Fixes inconsistencies between first swapping to manual mode, and what the ConfigDialog said/did (because again: possibly a lie), vs., re-opening the same document, which would magically use *different* settings, closer to what was expected (but still broken because of the prefix mismatch and a disagreement on defaults between the two variants).
Fallout from #6885
Notification: adds some functions so it can be used as
a notification manager.
Have various bits of code emitting events that may generate
notifications advertize themselves as the source for following
notifications.
Add a menu to allow selecting some subsets of sources
to show or hide.
Use a table & table.concat instead of individual concats.
And then use that same table for every hash-related operation.
(Nothing else uses the configurable hash function, otherwise I'd have
limited the table shenanigans to the function itself).
Ought to be faster than our naive array-based approach.
Especially for the glyph cache, which has a solid amount of elements,
and is mostly cache hits.
(There are few things worse for performance in Lua than
table.remove @ !tail and table.insert @ !tail, which this was full of :/).
DocCache: New module that's now an actual Cache instance instead of a
weird hack. Replaces "Cache" (the instance) as used across Document &
co.
Only Cache instance with on-disk persistence.
ImageCache: Update to new Cache.
GlyphCache: Update to new Cache.
Also, actually free glyph bbs on eviction.
* Minor updates to the min & max cache sizes (16 & 64MB). Mostly to satisfy my power-of-two OCD.
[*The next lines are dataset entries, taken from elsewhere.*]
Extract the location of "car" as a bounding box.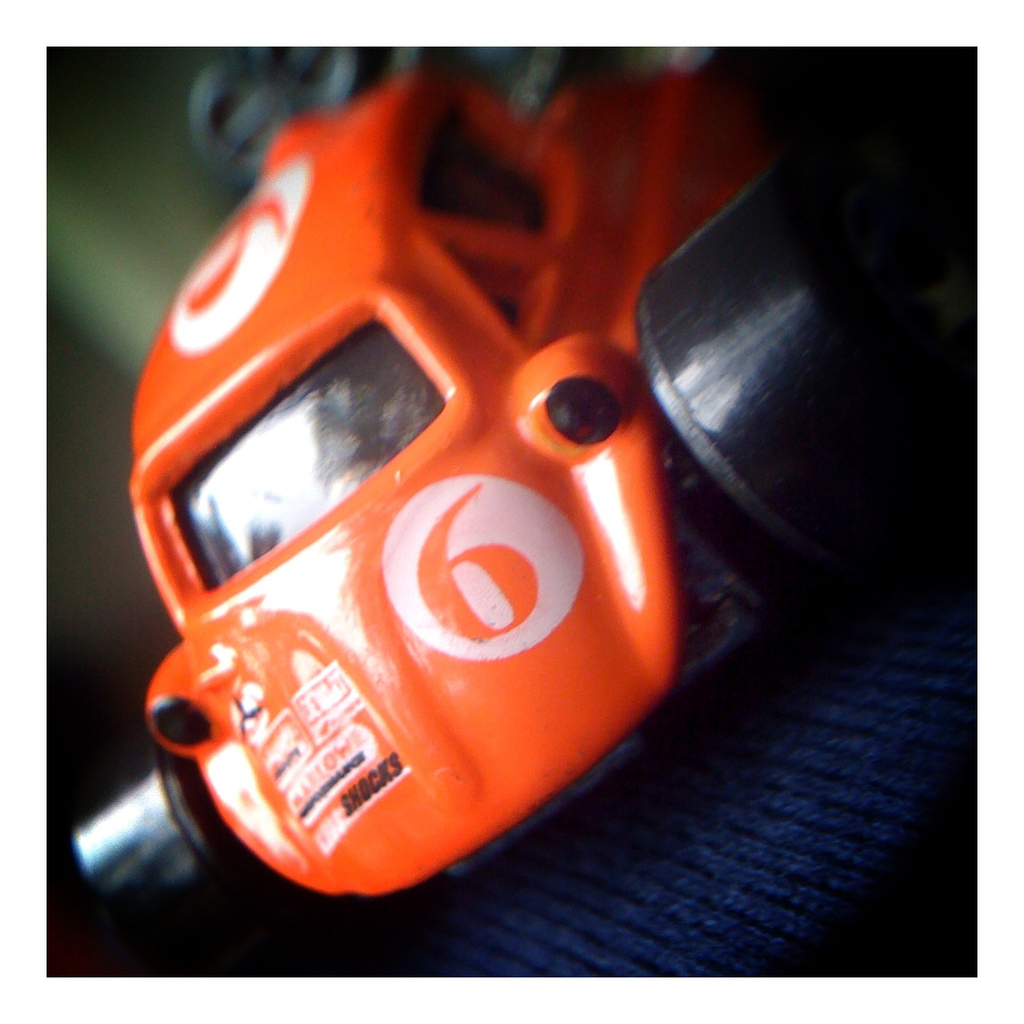
BBox(87, 85, 774, 908).
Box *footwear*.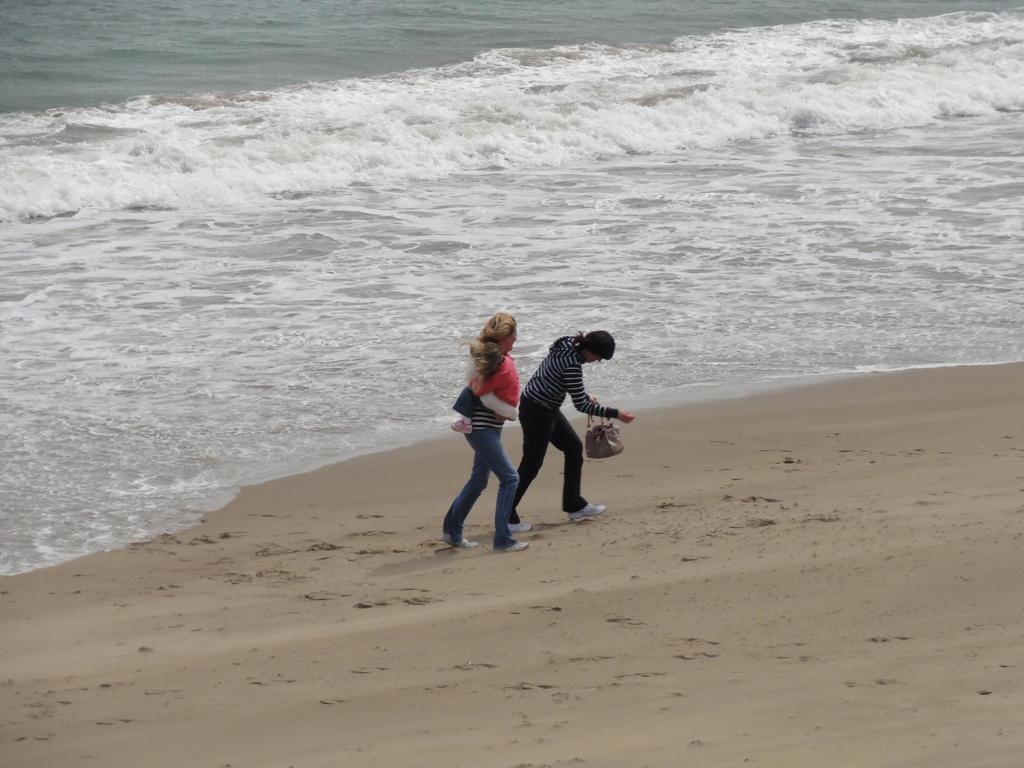
select_region(507, 522, 532, 531).
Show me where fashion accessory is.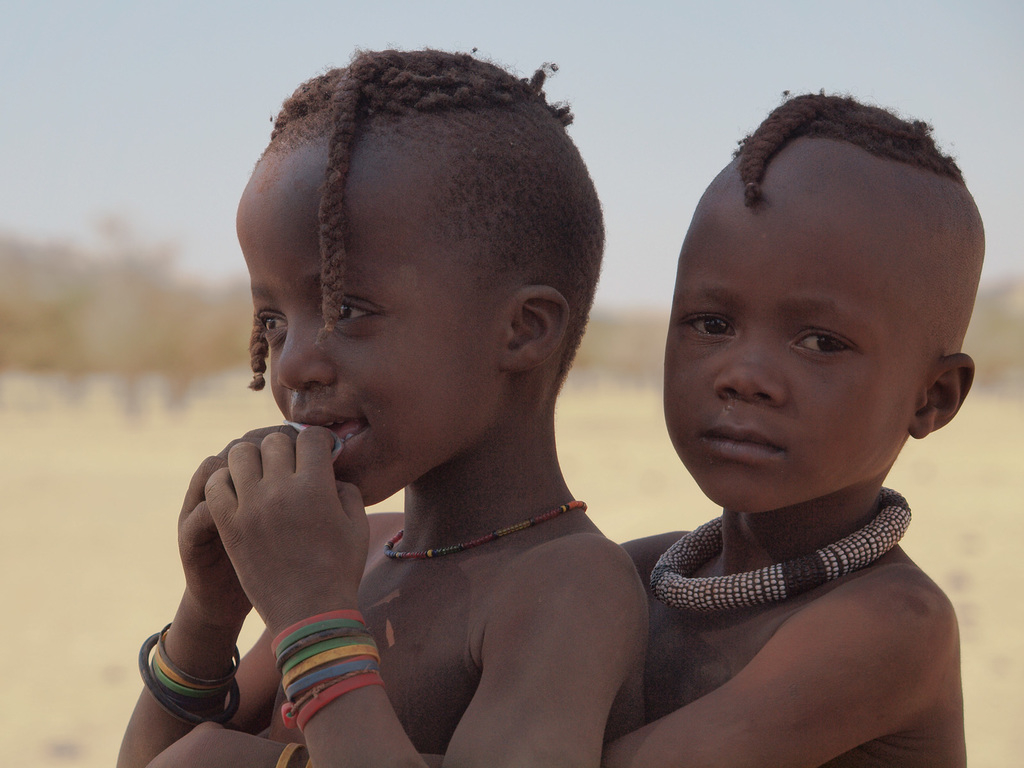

* Purge broken on-disk cache files
* Optimize free RAM computations
* Start dropping LRU items when running low on memory before pre-rendring (hinting) pages in non-reflowable documents.
* Make serialize dump the most recently *displayed* page, as the actual MRU item is the most recently *hinted* page, not the current one.
* Use more accurate item size estimations across the whole codebase.
TileCacheItem:
* Drop lua-serialize in favor of Persist.
KoptInterface:
* Drop lua-serialize in favor of Persist.
* Make KOPTContext caching actually work by ensuring its hash is stable.